All that belongs in the answer is the lines from the one containing "Find the location" to the end of the listing below, copied exactly, pictures excluded.

[Data listing]

- Opening Delimiter -

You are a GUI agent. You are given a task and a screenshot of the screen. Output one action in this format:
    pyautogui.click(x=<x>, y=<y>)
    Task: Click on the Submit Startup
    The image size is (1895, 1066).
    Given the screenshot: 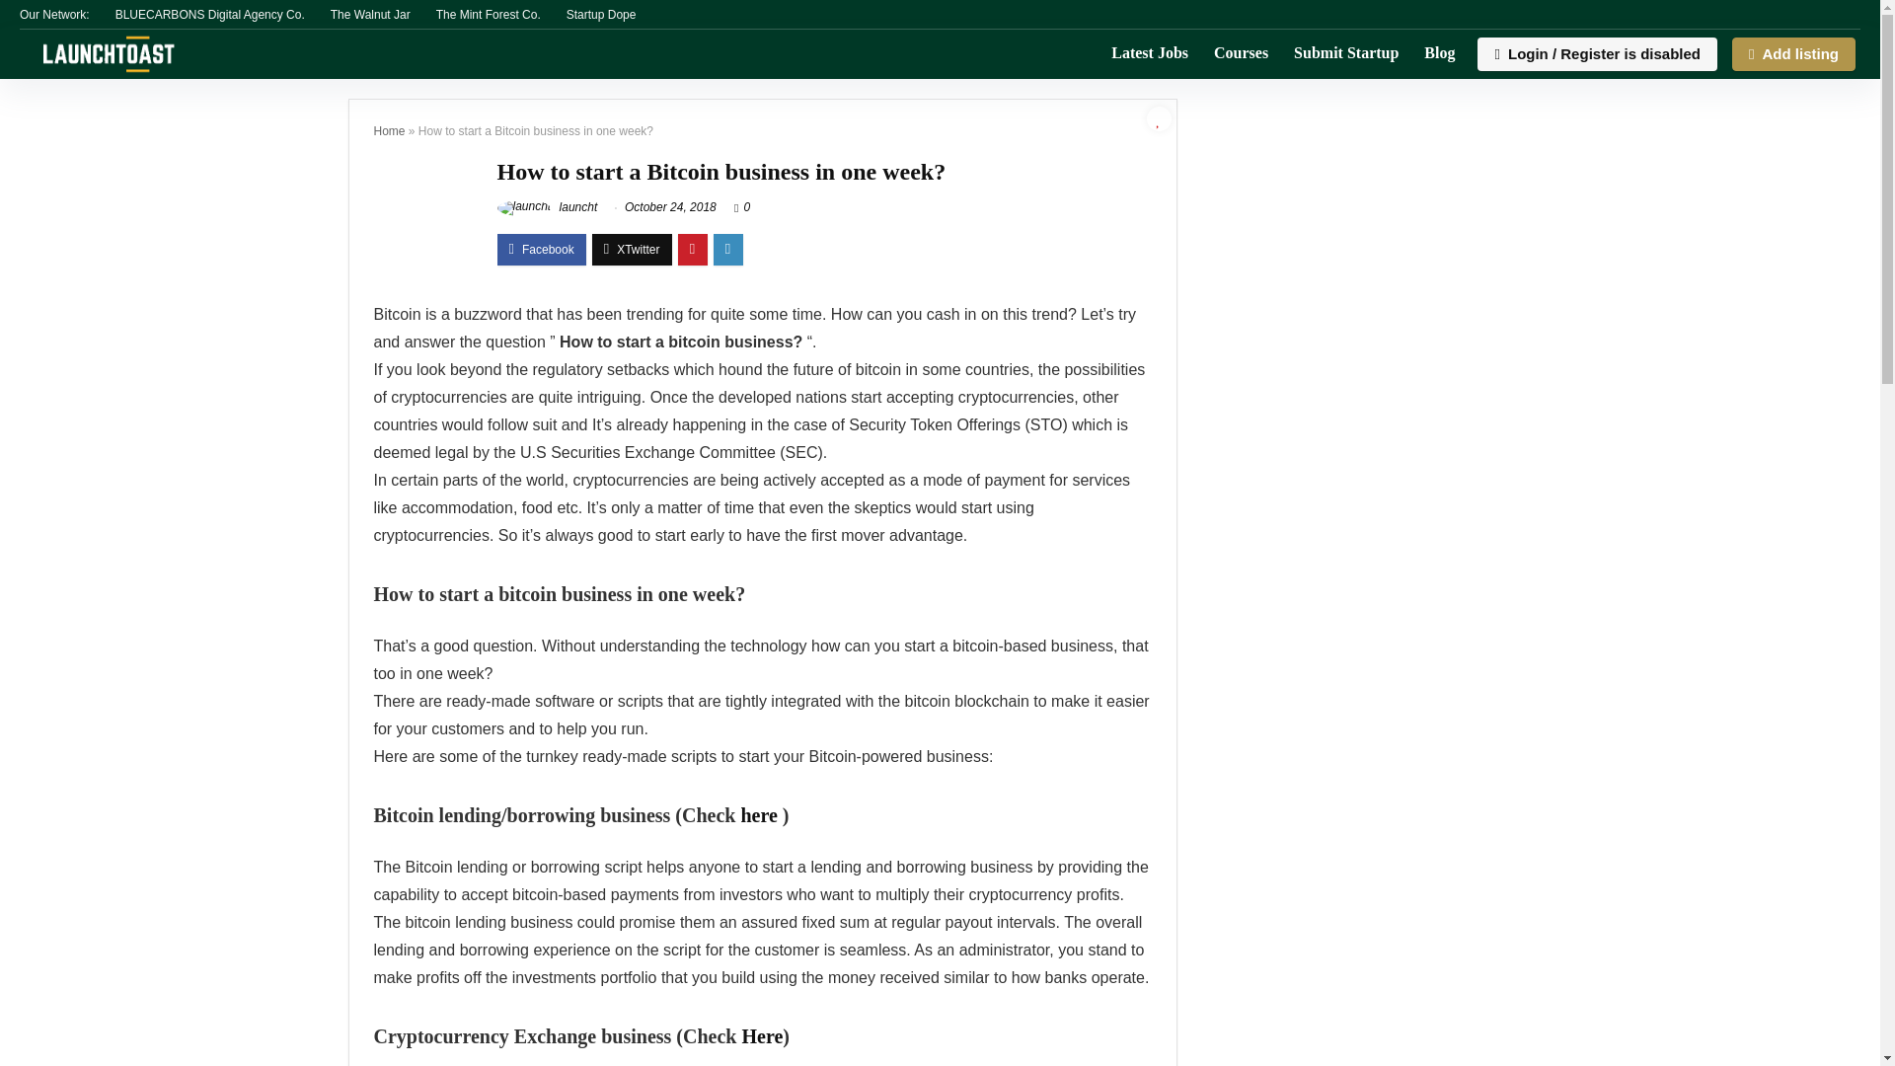 What is the action you would take?
    pyautogui.click(x=1346, y=53)
    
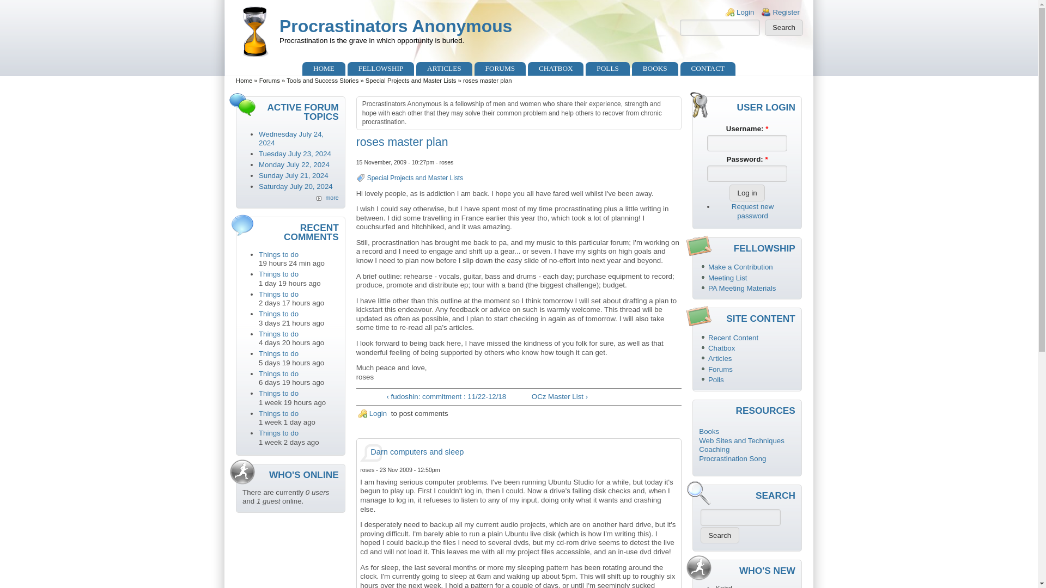  I want to click on Enter the terms you wish to search for., so click(720, 27).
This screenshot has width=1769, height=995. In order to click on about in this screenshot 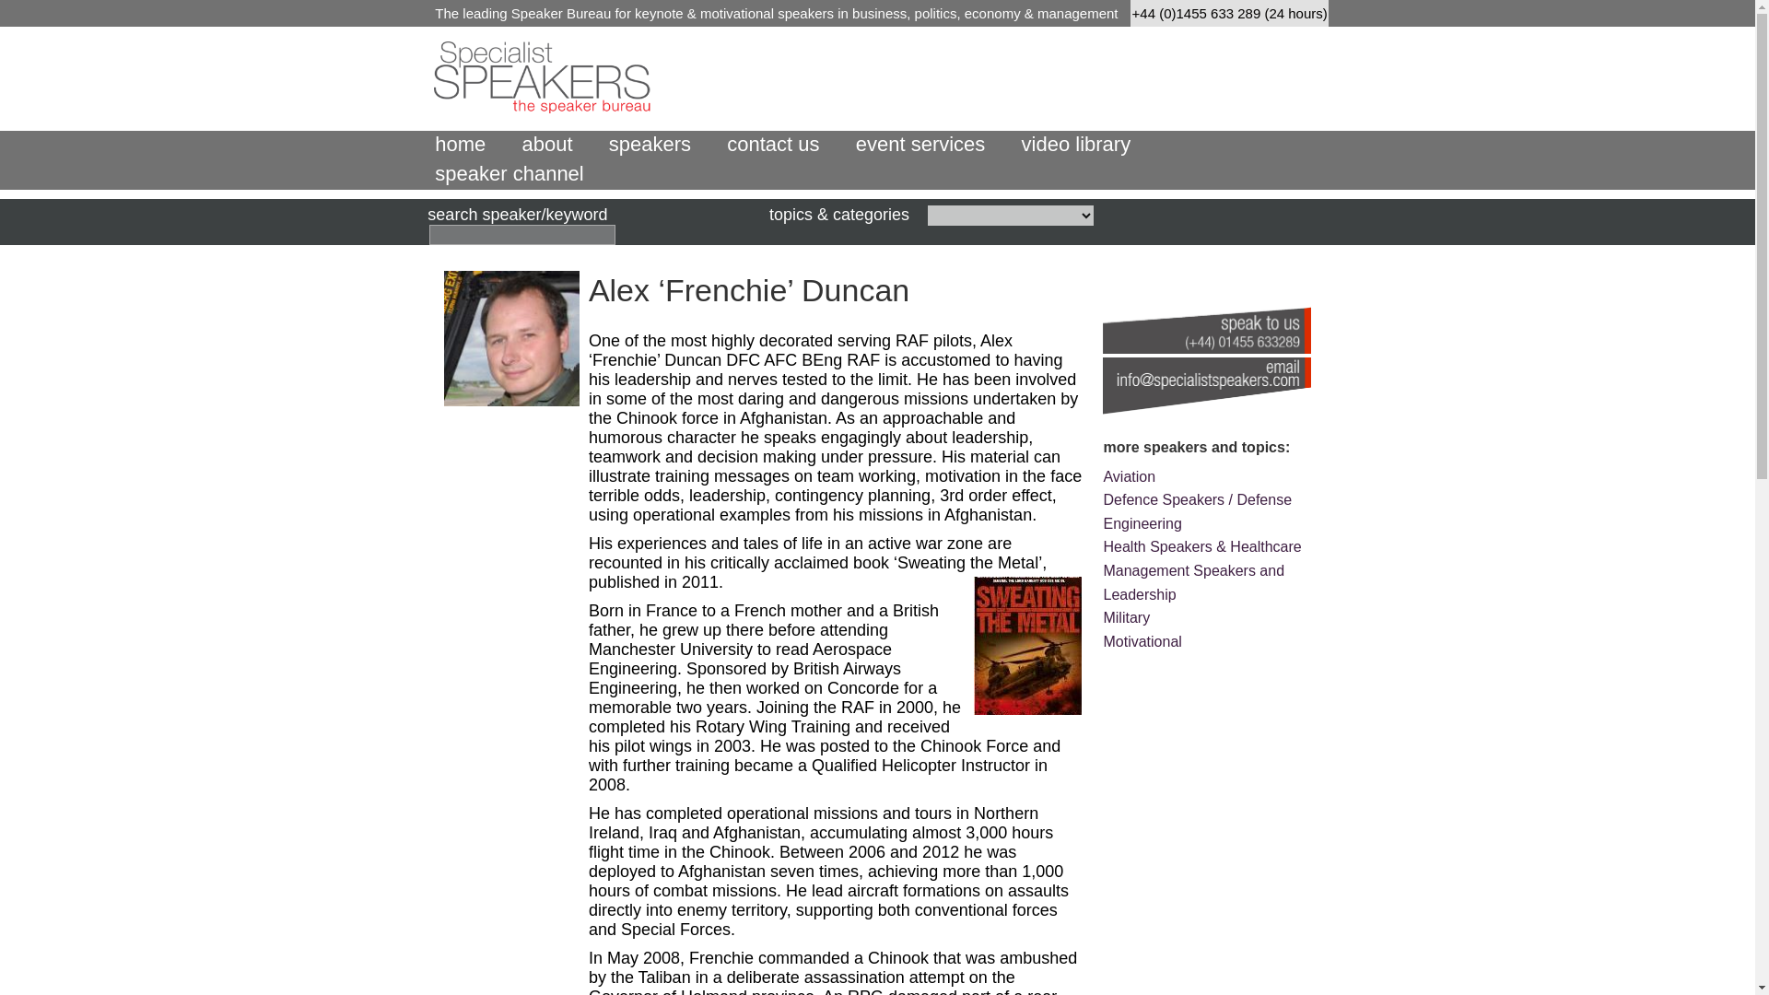, I will do `click(547, 144)`.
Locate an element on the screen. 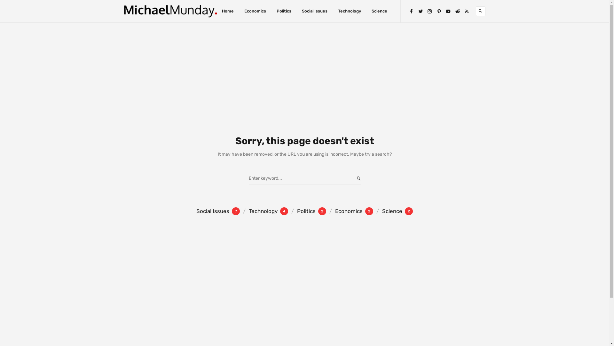 Image resolution: width=614 pixels, height=346 pixels. Home is located at coordinates (228, 11).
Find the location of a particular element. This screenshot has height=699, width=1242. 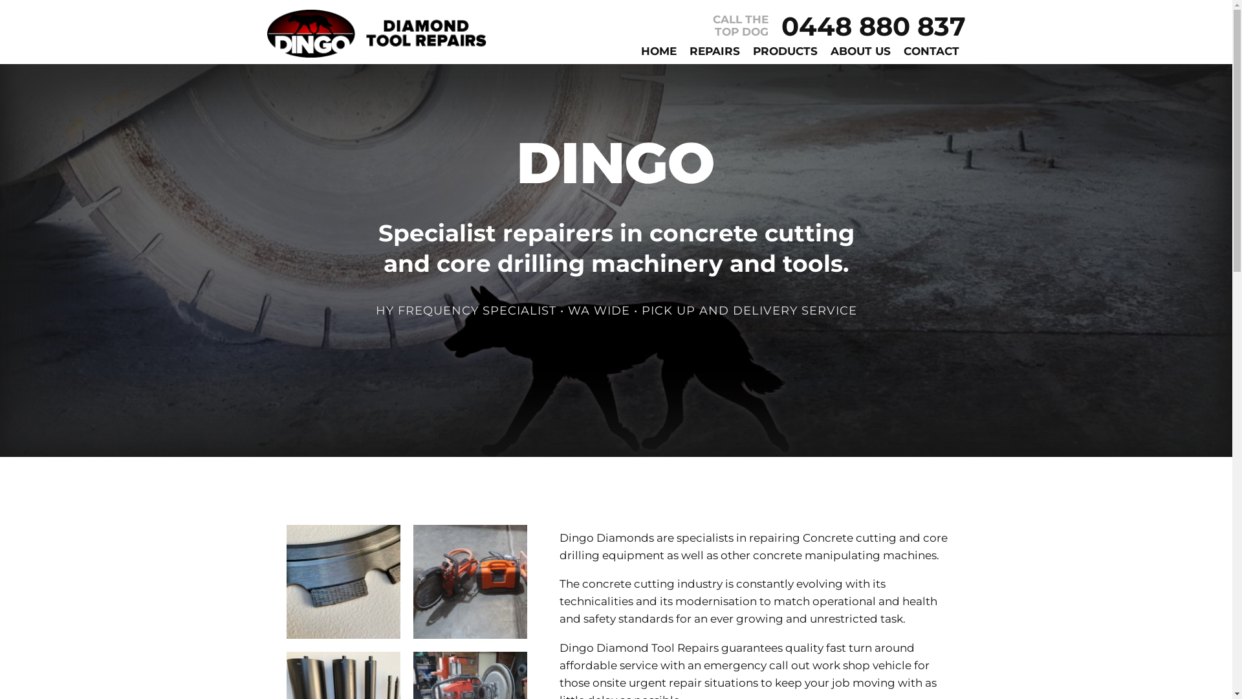

ABOUT US is located at coordinates (860, 52).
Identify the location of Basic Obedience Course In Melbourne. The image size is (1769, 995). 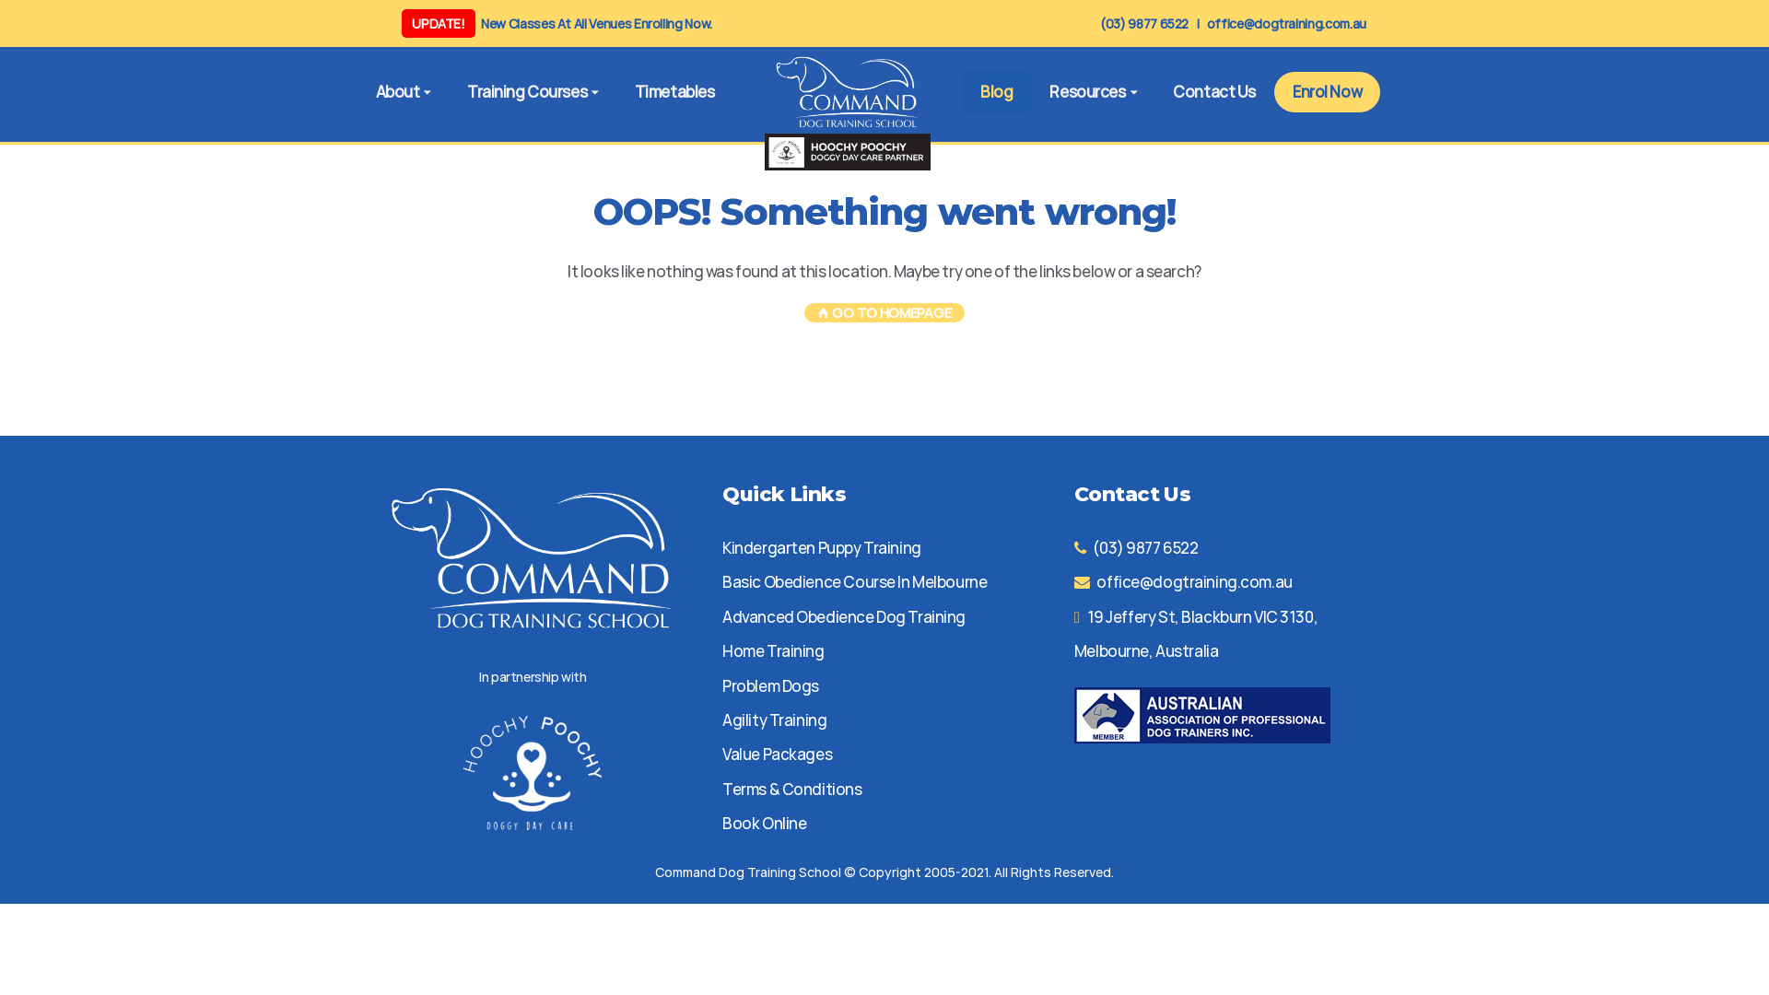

- Closing Delimiter -

[Output below]
Find the location of a particular element. This screenshot has height=699, width=1242. 

ABOUT US is located at coordinates (860, 52).
Identify the location of Basic Obedience Course In Melbourne. The image size is (1769, 995). 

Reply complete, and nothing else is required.